Dodd-Frank’s regulations cost Virginia’s 140 credit unions $478 million a year — and another $144 million in lost revenue. Not only is that a direct cost borne by Virginia’s 2.6 million credit union member-owners, but it’s also money that can’t be lent out to small businesses looking to hire more workers or families hoping to purchase homes.

The bill championed by Kaine and Warner — SB 2155, the Economic Growth, Regulatory Relief and Consumer Protection Act — would undo much of this damage.

For starters, it would exempt small financial institutions that don’t make many mortgages from rules requiring them to disclose all sorts of information on those mortgages. Collecting and reporting that data can be very expensive and time-consuming — and thus raise the cost of credit for consumers.

The act also would allow credit unions to classify loans made to small-scale landlords purchasing one- to four-unit properties as real estate loans, rather than business loans. That distinction matters because credit unions can only lend a certain percentage of their assets to businesses.

This change could free up an estimated $4 billion for credit unions to lend to small businesses across the country. It would also put credit unions on equal regulatory footing with banks — and thus increase competition, to the benefit of consumers.

Common-sense regulatory reform for credit unions and community banks would inject new life into communities all over Virginia. It’s time for the rest of the Senate to join Kaine and Warner and hold Wall Street accountable without hindering small financial institutions.

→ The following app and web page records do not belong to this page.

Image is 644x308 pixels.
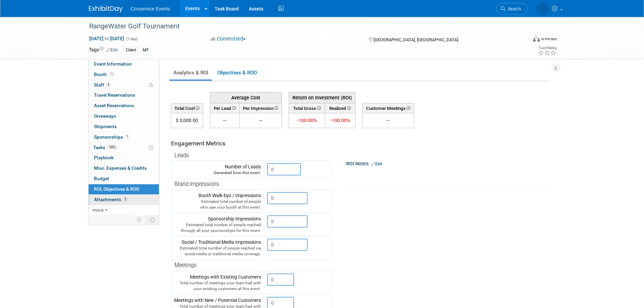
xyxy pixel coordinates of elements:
[259,118,262,123] span: --
[89,132,159,142] a: Sponsorships1
[174,192,261,210] div: Booth Walk-bys / Impressions
[89,163,159,173] a: Misc. Expenses & Credits
[289,103,325,113] th: Total Gross
[210,103,239,113] th: Per Lead
[103,36,110,41] span: to
[94,113,116,119] span: Giveaways
[89,90,159,101] a: Travel Reservations
[174,262,196,269] span: Meetings
[89,205,159,216] a: more
[106,82,111,87] span: 4
[174,163,261,176] div: Number of Leads
[174,280,261,292] div: Total number of meetings your team had with your existing customers at this event.
[94,134,130,140] span: Sponsorships
[133,216,145,224] td: Personalize Event Tab Strip
[94,103,134,108] span: Asset Reservations
[371,161,382,166] a: Edit
[214,66,260,80] a: Objectives & ROO
[123,47,138,54] div: Client
[487,35,557,45] div: Event Format
[538,46,556,50] div: Event Rating
[325,103,355,113] th: Realized
[94,61,132,66] span: Event Information
[93,145,118,150] span: Tasks
[94,82,111,87] span: Staff
[125,134,130,140] span: 1
[130,6,170,11] span: Conservice Events
[89,195,159,205] a: Attachments3
[149,82,153,88] span: Potential Scheduling Conflict -- at least one attendee is tagged in another overlapping event.
[94,166,147,171] span: Misc. Expenses & Credits
[89,70,159,80] a: Booth
[541,36,557,42] div: In-Person
[174,239,261,257] div: Social / Traditional Media Impressions
[123,197,128,202] span: 3
[330,117,350,124] span: -100.00%
[93,207,103,213] span: more
[174,199,261,210] div: Estimated total number of people who saw your booth at this event.
[174,274,261,292] div: Meetings with Existing Customers
[94,197,128,203] span: Attachments
[89,59,159,69] a: Event Information
[373,37,458,43] span: [GEOGRAPHIC_DATA], [GEOGRAPHIC_DATA]
[145,216,159,224] td: Toggle Event Tabs
[89,111,159,122] a: Giveaways
[94,176,109,182] span: Budget
[89,80,159,90] a: Staff4
[174,152,189,159] span: Leads
[171,113,203,129] td: $ 3,000.00
[239,103,281,113] th: Per Impression
[174,246,261,257] div: Estimated total number of people reached via social media or traditional media coverage.
[170,66,212,80] a: Analytics & ROI
[94,72,115,77] span: Booth
[89,153,159,163] a: Playbook
[536,2,549,15] img: Abby Reaves
[362,103,414,113] th: Customer Meetings
[89,101,159,111] a: Asset Reservations
[174,216,261,234] div: Sponsorship Impressions
[126,37,137,41] span: (1 day)
[346,159,553,168] div: ROI Notes:
[107,145,118,150] span: 100%
[174,222,261,234] div: Estimated total number of people reached through all your sponsorships for this event.
[174,181,219,187] span: Brand Impressions
[505,6,521,11] span: Search
[89,6,123,13] img: ExhibitDay
[94,186,140,192] span: ROI, Objectives & ROO
[289,92,355,103] th: Return on Investment (ROI)
[94,92,135,98] span: Travel Reservations
[297,117,317,124] span: -100.00%
[174,170,261,176] div: Generated from this event.
[89,142,159,153] a: Tasks100%
[89,122,159,132] a: Shipments
[171,103,203,113] th: Total Cost
[89,184,159,194] a: ROI, Objectives & ROO
[89,174,159,184] a: Budget
[94,124,117,129] span: Shipments
[87,20,517,32] div: RangeWater Golf Tournament
[140,47,151,54] div: MF
[223,118,226,123] span: --
[94,155,114,161] span: Playbook
[210,92,281,103] th: Average Cost
[89,46,118,54] td: Tags
[108,72,115,77] span: Booth not reserved yet
[208,36,248,43] button: Committed
[496,3,527,15] a: Search
[89,36,124,42] span: [DATE] [DATE]
[171,140,328,148] div: Engagement Metrics
[107,47,118,52] a: Edit
[366,117,411,124] div: --
[533,36,539,42] img: Format-Inperson.png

Rick Finley is CEO of WJC Federal Credit Union in Damascus.

On Friday, Moran (R-Kan.) and Warner (D-Va.) introduced the fourth version of their Startup Act — a piece of legislation they have been lobbying for and tinkering with for more than four years, and one that, in its latest iteration, would tweak the nation’s tax code, immigration laws and regulatory system in ways intended to help revive America’s entrepreneurial economy.
On Monday, Senator Warner spoke at Crowdcheck’s second annual crowdfunding conference. The Senator spoke about the potential of securities crowdfunding, which would allow startup companies to make equity offerings to investors through websites and raise up to $1 million per year from investors online.